4 ♎ Graveyard Trespasser / Graveyar💜d Glutton
168澳洲幸运5开奖网:Werewolves are a fun creature type, but they&ꦛrsquo;re somewhat rare in Constructed formats. Graveyard Trespasser, however, has stuck around since its release.
With an extremely disruptive ward ability that forces your opponent to discard a caꦆrd to target it, Graveyard Trespasser can dodge all sorts of targeted removal or if your opponent does commit, put them behind in cards. Even better is that when it enters the battlefield or attacks, you get to exile cards from any graveyard, draining your opponent for each creature exiled this way.
3 Gix, Yawgmoth Praetor ꧑ 🤡
Quickly becoming a staple in mono-black Standard decks, Gix, Yawgmoth Praetor enables aggressive decks to stay relevant later in the game. Drawing cards is vital in Magic, and with Gix in play, whenever a creature youꦬ control deals damage to an opp꧟onent, you can choose to draw a card and lose a life for each creature.
This ability alone makes Gix an extremely powerful engine, letting you dump ꦗyour hand early and quickly and refill it as you take down your opponent. Gix’s second ability is interesting, though much less relevant due to its high cost both in mana and having enough cards to discard.
2 🍨 💃 Phyrexian Fleshgorger
If you’ve ever wanted to put a massive amount of pressure on your opponent just try casing a full-sized Phyrexian Fleshgorger. For seven mana you get a 7/5 arti🔜fact creature that is hard to block thanks to menace and helps stabilize yo꧃u with lifelink.
Watching your opponent cast a removal spell on Phyrexian Fleshgorger, and paying an additional seven life thanks to its ward cost, almost makes it okay to see it get killed. Even casting it for its prototype cost is fine — getting a three-mana 3/3 with those abi𒆙lities helps prevent aggressive decks from getting out of hand.

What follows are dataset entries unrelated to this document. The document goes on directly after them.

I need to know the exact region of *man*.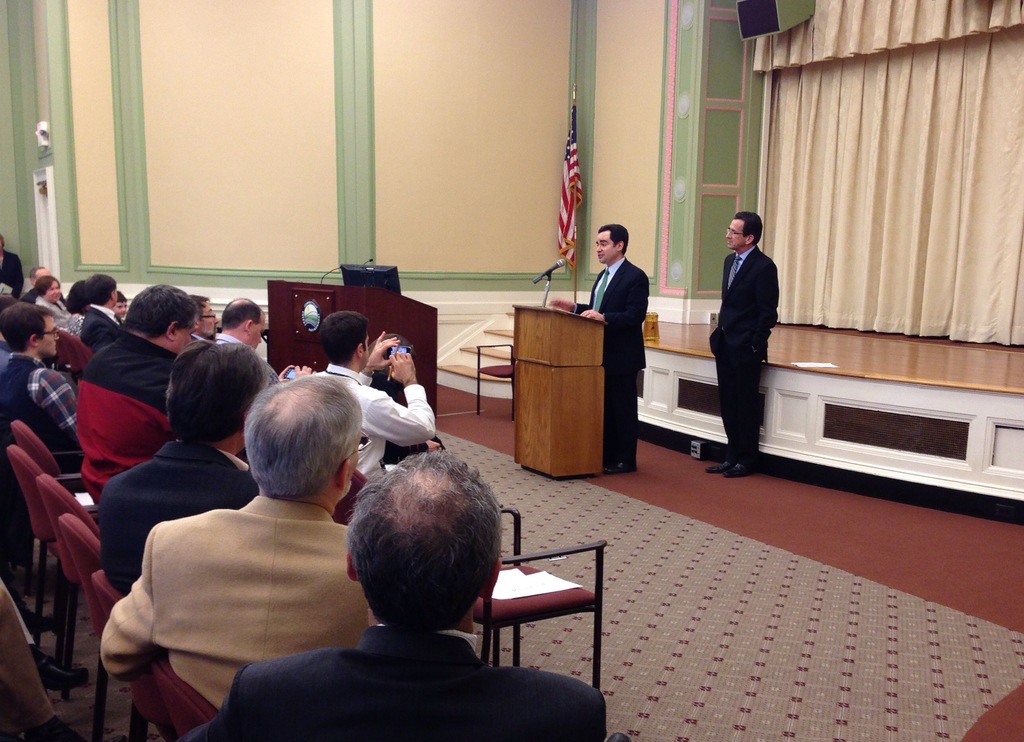
Region: 83 275 196 416.
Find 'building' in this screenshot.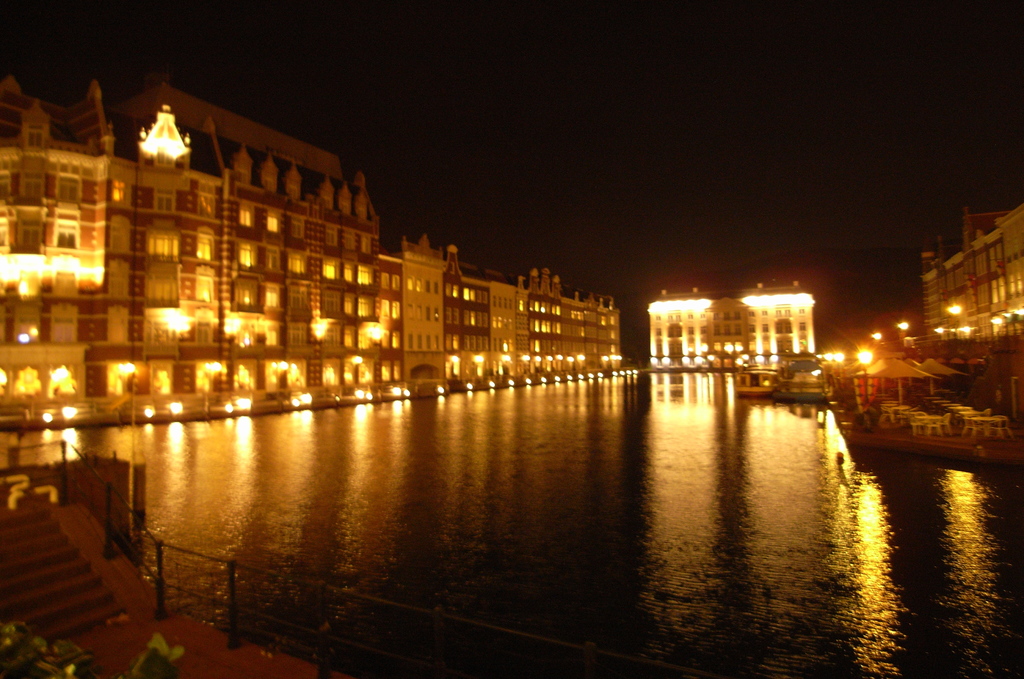
The bounding box for 'building' is (638, 266, 812, 373).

1 ꦰ Sheoldred, The Apocaꩲlypse
There are few creatures in Standard that command so much of the battlefield as Sheoldred, the Apocalypse. Sheoldred comes down relatively early🦄 at just four mana, punishing your oppone𝐆nts for every card they draw and rewarding you for your draws.
If you caജst Sheoldred early on and your opponent doesn’t have an answer, it will slowly tax your opponent out of the game. The longer it stays on the battlefield, the more value it creates for you and the further ahead you get.